Thursday, September 8, 2016

Objective Correlative


     Objective Correlative is one of the most important critical concepts of T.S.Eliot. Eliot’s idea of poetic impersonality finds its formulation in this concept. Eliot described this concept in his famous essay “Hamlet and his Problems”. He believed that the poet is unable to transfer his/her emotions and ideas directly to the reader. Thus there must be some sort of mediation. Eliot says “The only way of expressing emotion in the form of art is by finding an ‘objective correlative’; in other words, a set of objects, a situation, a chain of events which shall be the formula of that particular emotion; such that when the external facts, which must terminate in sensory experience, are given, the emotion is immediately evoked.”
     
     Through this objective correlative the transaction between the author and the reader takes place. Thus what the author has to say is objectified. These objects can be a situation, certain inanimate objects, and characters etc. The external actions or objects are representing the internal emotions of the characters. The sleep waking scene, candle, comments relating to the perfumes of Arabia, smell of blood etc. in Macbeth gives us the picture of Lady Macbeth’s emotional and mental state.

     Shakespeare has failed to find suitable objective correlative in his drama Hamlet. Hamlet’s suffering is not conveyed properly by any character or any action in the play. Thus for Eliot Shakespeare’s Hamlet is an artistic failure. Eliot admired Dante’s poetry and its visual imagination because Dante did not lose his grasp over the objective correlative.


     The worldwide loss of vision in José Saramago’s Blindness, the car in Stephen King’s Christine, Boo Radley in To Kill A Mockingbird etc. are examples of objective correlatives.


**Task goal**: While reading through the material below, copy each line that holds the word "pixels".

**The data**:

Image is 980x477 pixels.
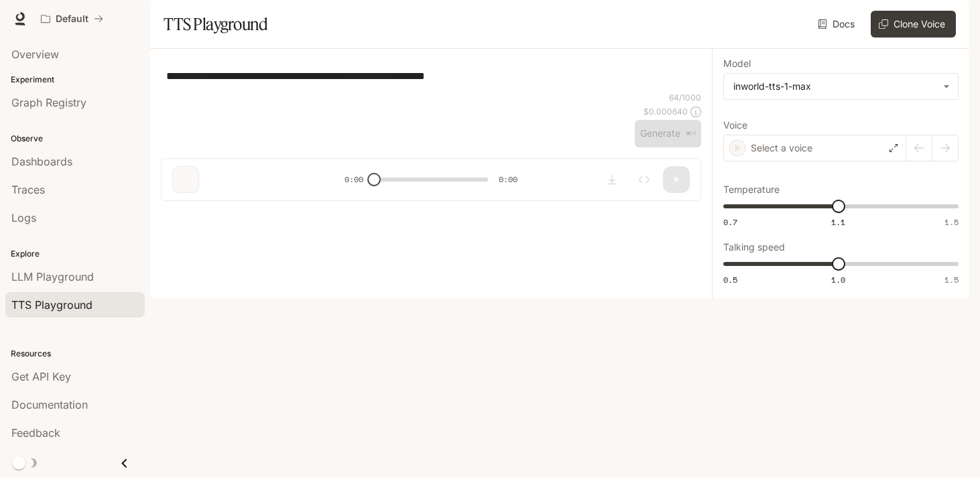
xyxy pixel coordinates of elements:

--

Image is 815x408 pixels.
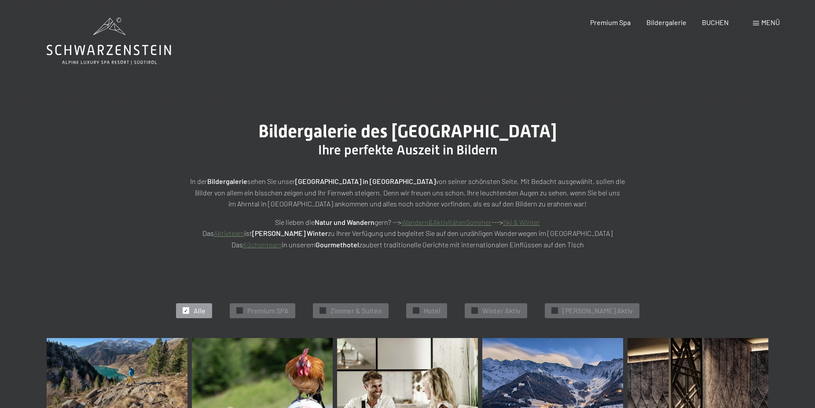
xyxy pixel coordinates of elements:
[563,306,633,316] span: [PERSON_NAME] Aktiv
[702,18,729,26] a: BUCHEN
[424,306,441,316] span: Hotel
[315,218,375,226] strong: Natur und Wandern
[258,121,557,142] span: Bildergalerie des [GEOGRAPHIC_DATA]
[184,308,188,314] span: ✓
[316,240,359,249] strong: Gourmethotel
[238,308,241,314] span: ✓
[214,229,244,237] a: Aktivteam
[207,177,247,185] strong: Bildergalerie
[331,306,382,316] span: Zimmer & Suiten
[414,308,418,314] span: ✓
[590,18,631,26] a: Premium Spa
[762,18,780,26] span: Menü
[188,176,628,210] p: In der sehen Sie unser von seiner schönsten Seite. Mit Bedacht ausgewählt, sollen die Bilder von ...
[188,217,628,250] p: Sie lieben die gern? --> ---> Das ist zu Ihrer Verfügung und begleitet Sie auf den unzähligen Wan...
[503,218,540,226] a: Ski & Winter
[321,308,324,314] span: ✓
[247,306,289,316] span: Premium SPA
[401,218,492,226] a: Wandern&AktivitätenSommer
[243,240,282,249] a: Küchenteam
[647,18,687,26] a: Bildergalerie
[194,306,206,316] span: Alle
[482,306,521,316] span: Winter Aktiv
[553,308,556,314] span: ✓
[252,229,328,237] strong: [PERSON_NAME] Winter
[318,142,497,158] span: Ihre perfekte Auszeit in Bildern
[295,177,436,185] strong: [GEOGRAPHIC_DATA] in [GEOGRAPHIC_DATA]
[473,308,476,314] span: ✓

**Solution to the problem**:
Image is 980x477 pixels.
Image is 815x408 pixels.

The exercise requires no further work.